Submitted to: Agricultural Sciences
Publication Type: Peer Reviewed Journal
Publication Acceptance Date: 10/27/2011
Publication Date: 11/17/2011
Citation: Saadoun, I., Bataineh, S., Ababneh, Q., Hameed, K., Schrader, K., Cantrell, C.L., Dayan, F.E., Wedge, D.E. 2011. Evaluation of the toxicity of Streptomyces aburaviensis (R9) towards various agricultural pests. Agricultural Sciences. 2(4):491-497.

Interpretive Summary: Extract from a bacterial species that was isolated from a soil sample collected in Jordan was discovered to possess pesticidal activity. Specifically, the extract inhibited the growth of the type of blue-green algae that causes musty off-flavor in pond-raised channel catfish in Mississippi and was active against several species of plant pathogenic fungi that cause diseases in small fruits such as strawberries and muscadine grapes.
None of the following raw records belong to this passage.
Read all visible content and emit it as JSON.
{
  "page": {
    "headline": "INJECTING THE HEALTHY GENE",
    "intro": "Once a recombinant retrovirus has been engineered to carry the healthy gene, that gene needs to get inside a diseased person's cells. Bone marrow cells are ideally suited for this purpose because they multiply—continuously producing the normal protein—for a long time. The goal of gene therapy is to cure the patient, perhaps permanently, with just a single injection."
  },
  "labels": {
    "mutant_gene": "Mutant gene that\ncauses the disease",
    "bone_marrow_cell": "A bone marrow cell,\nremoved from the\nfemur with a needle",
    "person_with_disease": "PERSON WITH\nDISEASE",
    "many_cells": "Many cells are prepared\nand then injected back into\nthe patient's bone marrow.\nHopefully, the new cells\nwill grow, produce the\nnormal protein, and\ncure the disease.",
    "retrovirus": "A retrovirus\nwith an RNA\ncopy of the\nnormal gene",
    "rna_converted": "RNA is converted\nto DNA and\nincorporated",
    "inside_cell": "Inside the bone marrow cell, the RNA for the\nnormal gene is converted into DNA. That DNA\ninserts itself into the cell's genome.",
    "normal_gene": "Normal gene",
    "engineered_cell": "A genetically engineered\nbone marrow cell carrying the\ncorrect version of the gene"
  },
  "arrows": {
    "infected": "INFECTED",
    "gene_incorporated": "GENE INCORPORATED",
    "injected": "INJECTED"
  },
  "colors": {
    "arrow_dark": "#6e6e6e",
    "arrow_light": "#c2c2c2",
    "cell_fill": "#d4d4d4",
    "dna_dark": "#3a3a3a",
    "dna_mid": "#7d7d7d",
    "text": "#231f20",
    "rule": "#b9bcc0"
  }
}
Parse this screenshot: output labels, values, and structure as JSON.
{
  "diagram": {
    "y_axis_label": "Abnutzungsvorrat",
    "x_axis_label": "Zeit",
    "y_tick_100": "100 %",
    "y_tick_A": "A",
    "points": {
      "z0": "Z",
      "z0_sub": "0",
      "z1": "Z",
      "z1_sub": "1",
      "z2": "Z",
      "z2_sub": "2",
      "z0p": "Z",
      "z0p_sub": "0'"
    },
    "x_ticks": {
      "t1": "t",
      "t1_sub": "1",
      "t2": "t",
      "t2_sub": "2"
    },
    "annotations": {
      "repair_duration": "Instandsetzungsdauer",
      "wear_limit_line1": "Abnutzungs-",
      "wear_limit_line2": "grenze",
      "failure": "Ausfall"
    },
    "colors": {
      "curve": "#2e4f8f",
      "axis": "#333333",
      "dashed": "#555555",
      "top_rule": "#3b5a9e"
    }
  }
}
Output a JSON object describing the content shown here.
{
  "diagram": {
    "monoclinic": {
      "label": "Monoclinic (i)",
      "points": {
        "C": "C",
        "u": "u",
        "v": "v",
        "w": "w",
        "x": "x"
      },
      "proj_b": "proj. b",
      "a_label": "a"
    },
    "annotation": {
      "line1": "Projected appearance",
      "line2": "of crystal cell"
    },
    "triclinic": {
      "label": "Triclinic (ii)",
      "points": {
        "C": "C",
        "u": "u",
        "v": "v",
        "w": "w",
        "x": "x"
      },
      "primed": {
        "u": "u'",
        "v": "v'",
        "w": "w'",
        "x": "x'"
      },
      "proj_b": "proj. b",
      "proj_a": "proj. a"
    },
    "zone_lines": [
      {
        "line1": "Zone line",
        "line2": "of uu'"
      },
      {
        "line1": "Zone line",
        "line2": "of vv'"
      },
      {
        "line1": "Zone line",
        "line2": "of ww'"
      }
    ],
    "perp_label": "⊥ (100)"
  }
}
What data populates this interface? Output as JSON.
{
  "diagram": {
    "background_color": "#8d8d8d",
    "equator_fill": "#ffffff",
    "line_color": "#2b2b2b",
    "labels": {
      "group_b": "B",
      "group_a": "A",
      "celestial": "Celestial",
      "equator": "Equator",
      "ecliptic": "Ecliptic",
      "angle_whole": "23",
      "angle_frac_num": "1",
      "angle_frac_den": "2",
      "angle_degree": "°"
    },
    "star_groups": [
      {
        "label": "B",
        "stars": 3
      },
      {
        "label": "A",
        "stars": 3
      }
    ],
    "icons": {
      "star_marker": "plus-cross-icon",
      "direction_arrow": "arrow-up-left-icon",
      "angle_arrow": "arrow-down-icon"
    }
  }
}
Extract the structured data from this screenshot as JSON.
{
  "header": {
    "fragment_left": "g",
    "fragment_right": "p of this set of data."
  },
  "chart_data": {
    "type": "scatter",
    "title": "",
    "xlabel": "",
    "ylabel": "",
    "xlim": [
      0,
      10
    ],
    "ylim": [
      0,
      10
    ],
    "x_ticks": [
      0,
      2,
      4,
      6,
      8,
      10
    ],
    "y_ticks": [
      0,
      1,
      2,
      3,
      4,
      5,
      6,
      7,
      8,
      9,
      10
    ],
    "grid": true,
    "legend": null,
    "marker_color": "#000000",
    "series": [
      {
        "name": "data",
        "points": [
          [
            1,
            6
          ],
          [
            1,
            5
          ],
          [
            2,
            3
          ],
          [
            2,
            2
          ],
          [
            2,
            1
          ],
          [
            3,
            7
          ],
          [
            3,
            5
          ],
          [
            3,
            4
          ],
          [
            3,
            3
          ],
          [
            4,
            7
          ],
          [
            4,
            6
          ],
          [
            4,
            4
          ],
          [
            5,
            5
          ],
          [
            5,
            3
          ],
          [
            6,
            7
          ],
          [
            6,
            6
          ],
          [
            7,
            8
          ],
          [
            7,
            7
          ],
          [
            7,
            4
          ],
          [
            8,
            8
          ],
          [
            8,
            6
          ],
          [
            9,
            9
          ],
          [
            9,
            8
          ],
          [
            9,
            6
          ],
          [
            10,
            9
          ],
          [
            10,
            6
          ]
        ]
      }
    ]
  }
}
Technical Abstract: The culture filtrate fraction extracted with dichloromethane from Streptomyces aburaviensis -R9 strain grown on glucose-peptone-molasses (GPM) broth was bioassayed for its effect on phytopathogenic fungi (Colletotrichum acutatum, C. fragariae, C. gloeosoprioids, Botrytis cinerea, Fusarium oxysporum, Phomopsis viticola and P. obscurans), fish bacterial pathogens (Edwardsiella ictaluri and Flavobacterium columnare), a green alga (Selenastrum capricornutum), weed plant seeds [Bent grass (Agrostis spp) monocot and lettuce (Lactuca sativa) dicot] and 2-methylisoborneol (MIB)-producing cyanobacteria (Planktothrix perornata and Pseudanabaena spp.). The dichloromethane fraction showed selective antagonistic effect against the cyanobacteria (P. perornata) with a lowest-complete-inhibition concentration (LCIC) of 10 mg/L and lowest-observed-effect concentration (LOEC) of 10 mg/L. However such effect against the alga (S. capricornutum) was at 100 mg/L for the LCIC and LOEC. This fraction also showed slight meristematic cytogenic necrosis at 200 mg/L towards germinated seeds of both tested plants. The compounds were not very toxic towards the catfish pathogenic bacteria E. ictaluri and F. columnare. Evaluation of the extract on C. acutatum, C. fragariae and C. gloeosoprioids by TLC plates showed good activity. However, by using the microtiter plate bioassay, most of the activity was shown towards C. acutatum and C. fragariae and appears to have diminished at 72 hours and was moderately less active than the commercial fungicides azoxystrobin and captan comparing 1-100 mg/L levels at 48 hours.